◆ **EXERCISE PROMPT**:
Track down every line below that holds "will" and copy it.

◆ **INPUT DATA**:
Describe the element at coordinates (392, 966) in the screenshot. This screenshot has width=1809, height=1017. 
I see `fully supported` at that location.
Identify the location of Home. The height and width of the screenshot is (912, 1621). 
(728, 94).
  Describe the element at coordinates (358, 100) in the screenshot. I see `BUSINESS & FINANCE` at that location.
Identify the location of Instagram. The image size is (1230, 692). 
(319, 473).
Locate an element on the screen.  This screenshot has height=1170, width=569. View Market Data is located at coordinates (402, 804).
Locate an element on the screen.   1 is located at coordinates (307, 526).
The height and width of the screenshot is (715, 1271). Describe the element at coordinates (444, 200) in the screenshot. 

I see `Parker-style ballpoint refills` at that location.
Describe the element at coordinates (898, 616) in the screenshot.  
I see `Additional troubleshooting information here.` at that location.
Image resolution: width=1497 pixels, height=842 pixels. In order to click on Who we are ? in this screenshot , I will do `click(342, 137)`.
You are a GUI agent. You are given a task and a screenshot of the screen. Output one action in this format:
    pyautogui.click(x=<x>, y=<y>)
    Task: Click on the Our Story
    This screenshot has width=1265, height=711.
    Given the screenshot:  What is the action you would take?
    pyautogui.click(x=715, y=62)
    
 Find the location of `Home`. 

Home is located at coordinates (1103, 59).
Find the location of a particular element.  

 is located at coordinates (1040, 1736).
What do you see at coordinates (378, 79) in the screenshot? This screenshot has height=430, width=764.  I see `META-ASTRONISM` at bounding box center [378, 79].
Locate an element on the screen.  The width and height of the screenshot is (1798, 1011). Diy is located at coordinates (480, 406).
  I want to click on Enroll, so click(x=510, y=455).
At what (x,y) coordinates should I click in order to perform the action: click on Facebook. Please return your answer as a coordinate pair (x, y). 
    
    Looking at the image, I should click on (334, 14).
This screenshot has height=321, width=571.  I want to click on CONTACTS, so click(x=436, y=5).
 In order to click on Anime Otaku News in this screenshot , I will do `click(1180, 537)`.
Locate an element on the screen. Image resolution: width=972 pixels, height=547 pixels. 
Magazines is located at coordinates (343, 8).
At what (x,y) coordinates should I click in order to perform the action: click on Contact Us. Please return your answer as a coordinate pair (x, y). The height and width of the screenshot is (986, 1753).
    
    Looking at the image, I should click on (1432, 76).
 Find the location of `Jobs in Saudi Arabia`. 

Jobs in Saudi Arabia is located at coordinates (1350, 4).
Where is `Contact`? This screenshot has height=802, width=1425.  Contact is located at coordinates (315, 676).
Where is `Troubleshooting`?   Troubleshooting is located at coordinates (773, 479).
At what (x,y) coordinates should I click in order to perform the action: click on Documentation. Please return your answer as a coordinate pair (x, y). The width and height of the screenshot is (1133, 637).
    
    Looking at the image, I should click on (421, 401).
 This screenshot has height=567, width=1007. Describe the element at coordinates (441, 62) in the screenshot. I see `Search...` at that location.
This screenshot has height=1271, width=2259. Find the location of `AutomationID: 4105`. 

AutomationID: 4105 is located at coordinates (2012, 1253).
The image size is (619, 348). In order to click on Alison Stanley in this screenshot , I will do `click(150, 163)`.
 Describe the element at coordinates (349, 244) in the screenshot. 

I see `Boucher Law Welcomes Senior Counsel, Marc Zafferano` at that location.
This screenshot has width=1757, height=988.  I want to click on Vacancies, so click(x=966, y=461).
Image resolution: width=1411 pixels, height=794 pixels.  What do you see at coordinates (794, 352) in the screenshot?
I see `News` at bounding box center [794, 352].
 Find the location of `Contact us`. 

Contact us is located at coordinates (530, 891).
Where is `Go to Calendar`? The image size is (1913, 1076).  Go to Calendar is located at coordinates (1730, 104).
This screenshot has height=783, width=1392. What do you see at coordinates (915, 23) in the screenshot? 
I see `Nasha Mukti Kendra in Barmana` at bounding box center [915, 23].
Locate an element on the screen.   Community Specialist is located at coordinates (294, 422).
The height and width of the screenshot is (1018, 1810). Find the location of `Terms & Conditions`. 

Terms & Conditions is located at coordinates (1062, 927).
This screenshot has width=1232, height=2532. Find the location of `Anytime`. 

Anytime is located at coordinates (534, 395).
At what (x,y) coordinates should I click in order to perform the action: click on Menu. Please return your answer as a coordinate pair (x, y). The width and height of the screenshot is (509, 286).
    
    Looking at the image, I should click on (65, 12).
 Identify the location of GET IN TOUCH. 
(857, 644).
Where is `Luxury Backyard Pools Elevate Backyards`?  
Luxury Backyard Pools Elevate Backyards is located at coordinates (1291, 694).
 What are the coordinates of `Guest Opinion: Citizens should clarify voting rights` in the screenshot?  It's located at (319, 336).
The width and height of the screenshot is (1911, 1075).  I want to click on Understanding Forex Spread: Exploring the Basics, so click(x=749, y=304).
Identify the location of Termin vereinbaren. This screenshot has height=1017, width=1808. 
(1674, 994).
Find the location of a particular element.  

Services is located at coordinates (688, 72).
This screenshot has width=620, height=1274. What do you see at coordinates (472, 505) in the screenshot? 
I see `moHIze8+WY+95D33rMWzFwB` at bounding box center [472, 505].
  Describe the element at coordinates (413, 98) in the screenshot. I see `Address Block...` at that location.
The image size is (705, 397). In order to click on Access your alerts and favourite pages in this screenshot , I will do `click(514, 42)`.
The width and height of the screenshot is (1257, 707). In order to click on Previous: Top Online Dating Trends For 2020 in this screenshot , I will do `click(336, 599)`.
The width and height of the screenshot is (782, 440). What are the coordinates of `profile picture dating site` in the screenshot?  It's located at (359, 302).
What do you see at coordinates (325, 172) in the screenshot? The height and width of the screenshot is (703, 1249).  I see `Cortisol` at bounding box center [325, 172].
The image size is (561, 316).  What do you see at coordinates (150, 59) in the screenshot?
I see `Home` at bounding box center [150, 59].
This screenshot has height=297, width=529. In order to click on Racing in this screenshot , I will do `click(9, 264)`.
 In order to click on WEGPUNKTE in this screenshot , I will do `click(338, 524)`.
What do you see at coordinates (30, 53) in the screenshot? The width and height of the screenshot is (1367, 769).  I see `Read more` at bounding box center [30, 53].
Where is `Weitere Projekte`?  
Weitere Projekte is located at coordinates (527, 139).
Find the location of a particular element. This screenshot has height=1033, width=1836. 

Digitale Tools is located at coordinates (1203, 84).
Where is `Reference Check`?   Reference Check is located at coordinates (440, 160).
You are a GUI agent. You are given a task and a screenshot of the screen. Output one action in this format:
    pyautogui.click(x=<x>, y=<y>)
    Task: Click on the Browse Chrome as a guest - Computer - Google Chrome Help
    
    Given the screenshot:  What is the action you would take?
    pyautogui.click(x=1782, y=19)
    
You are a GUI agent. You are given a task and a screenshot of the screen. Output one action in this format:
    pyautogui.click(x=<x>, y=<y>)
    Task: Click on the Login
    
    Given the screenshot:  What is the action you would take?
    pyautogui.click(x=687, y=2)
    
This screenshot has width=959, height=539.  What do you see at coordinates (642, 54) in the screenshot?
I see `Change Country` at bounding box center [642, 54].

◆ **WRITTEN SOLUTION**:
Image resolution: width=1497 pixels, height=842 pixels. In order to click on Who we are ? in this screenshot , I will do `click(342, 137)`.
 In order to click on Anime Otaku News in this screenshot , I will do `click(1180, 537)`.
The image size is (619, 348). In order to click on Alison Stanley in this screenshot , I will do `click(150, 163)`.
The image size is (705, 397). In order to click on Access your alerts and favourite pages in this screenshot , I will do `click(514, 42)`.
The width and height of the screenshot is (1257, 707). In order to click on Previous: Top Online Dating Trends For 2020 in this screenshot , I will do `click(336, 599)`.
This screenshot has height=297, width=529. In order to click on Racing in this screenshot , I will do `click(9, 264)`.
 In order to click on WEGPUNKTE in this screenshot , I will do `click(338, 524)`.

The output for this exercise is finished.